All access control configurations can currently be done in code, a user interface for the backend will be included in a later release.


Translated Neos User Interface

The User Interface of Neos is now localized into multiple languages, giving you the possibility to use Neos in your favorite language. This includes the content editing experience for editors as well as backend modules. The preferred language can be selected in the user settings from the user menu. If you want to translate Neos to your language or want to help improve translations, head over to http://translate.neos.io/ and start translating or find out more in the translations section.


Ubiquitous Content - Translations & More

Neos 2.0 includes a lot of improvements for the ubiquitous content features which were introduced to Neos in version 1.2:

First, we optimized the way an initial translation of a document from one language to another works. If you wanted to translate from English to French in Neos 1.2, you needed to define that the French-language version of your page falls back to the "English" version -- effectively showing English content if it has not been translated to French yet. With Neos 2.0, you do not need these fall-backs anymore.

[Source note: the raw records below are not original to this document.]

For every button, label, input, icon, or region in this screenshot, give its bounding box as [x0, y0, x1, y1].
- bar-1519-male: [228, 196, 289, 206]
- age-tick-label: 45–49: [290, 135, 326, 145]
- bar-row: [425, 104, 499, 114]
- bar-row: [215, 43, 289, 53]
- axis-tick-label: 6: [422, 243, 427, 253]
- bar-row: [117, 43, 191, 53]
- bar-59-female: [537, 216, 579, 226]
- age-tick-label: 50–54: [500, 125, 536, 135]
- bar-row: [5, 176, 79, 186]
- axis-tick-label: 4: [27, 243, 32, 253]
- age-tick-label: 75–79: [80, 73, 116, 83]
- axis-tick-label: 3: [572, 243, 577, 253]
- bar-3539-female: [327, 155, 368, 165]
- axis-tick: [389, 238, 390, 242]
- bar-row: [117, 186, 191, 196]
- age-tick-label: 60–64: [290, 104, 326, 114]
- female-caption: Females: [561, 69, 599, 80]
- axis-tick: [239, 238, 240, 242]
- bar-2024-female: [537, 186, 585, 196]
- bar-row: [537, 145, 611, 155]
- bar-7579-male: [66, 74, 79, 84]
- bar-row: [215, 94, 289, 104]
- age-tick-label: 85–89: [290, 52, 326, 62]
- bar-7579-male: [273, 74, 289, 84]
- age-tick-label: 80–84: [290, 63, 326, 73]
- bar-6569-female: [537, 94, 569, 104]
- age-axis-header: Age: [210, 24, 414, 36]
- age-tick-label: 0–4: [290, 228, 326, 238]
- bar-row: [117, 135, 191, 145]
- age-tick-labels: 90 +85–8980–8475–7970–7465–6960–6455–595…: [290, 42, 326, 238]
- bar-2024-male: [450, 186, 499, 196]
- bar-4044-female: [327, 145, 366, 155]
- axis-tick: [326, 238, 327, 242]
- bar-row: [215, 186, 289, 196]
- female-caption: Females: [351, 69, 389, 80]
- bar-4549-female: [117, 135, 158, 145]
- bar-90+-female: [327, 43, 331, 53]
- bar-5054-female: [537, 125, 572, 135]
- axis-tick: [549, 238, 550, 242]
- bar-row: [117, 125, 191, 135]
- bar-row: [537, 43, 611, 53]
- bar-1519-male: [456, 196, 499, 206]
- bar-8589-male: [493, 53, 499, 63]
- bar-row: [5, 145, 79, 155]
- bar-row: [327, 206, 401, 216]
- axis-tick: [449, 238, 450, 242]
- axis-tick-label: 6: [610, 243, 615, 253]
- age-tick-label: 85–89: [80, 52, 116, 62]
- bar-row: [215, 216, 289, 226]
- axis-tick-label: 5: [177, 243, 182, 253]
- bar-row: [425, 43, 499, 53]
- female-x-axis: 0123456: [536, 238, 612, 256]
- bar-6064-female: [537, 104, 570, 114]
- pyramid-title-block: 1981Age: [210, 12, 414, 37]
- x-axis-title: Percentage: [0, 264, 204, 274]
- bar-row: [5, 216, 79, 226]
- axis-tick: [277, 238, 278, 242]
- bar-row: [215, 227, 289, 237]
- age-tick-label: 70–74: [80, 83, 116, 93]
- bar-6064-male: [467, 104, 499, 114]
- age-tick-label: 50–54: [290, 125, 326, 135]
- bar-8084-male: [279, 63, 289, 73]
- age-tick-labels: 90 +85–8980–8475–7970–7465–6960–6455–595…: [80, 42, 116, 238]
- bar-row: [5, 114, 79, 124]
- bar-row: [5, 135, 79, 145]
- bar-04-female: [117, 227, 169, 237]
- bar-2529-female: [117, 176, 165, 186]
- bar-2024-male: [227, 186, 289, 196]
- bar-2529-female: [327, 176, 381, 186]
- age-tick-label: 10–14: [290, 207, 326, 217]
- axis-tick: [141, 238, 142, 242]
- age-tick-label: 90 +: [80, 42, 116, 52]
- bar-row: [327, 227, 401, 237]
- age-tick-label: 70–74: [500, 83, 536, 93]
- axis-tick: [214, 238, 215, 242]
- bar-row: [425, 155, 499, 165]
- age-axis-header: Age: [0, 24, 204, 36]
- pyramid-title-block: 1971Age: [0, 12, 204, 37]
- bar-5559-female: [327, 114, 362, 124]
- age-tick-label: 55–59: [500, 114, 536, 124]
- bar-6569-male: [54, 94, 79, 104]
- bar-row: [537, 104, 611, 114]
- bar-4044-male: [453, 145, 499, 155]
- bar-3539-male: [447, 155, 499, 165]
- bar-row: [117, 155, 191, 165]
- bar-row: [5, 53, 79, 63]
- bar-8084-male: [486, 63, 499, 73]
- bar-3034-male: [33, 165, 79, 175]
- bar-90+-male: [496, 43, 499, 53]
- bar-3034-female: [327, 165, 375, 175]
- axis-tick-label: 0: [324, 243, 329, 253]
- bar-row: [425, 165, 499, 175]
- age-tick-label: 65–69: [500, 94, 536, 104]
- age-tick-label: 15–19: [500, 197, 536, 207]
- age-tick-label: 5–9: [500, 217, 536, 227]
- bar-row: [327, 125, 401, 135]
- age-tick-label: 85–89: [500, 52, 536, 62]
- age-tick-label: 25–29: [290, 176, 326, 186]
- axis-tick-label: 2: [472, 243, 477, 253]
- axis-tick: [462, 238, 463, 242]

Instead, if you choose a content variant which does not exist yet, you are asked whether you want to start with an empty page or copy the original content and start modifying it.

Second, we re-thought how the node tree should behave in Neos: In order to reduce confusion, if you move a page to a different position in the hierarchy, it is moved in all variants. However, if you move content from left to right column, this only affects the current variant. After having tried numerous options in the last months, we believe that this way leads to the most predictable editing experience.

Third, if you copy content from one variant to another (e.g. a content element which has been created in English, but not yet in French), the link between the original content and the translation is now preserved. This is an important technical foundation, based on which features such as a "list of changes in the original language" will be implemented in coming Neos releases.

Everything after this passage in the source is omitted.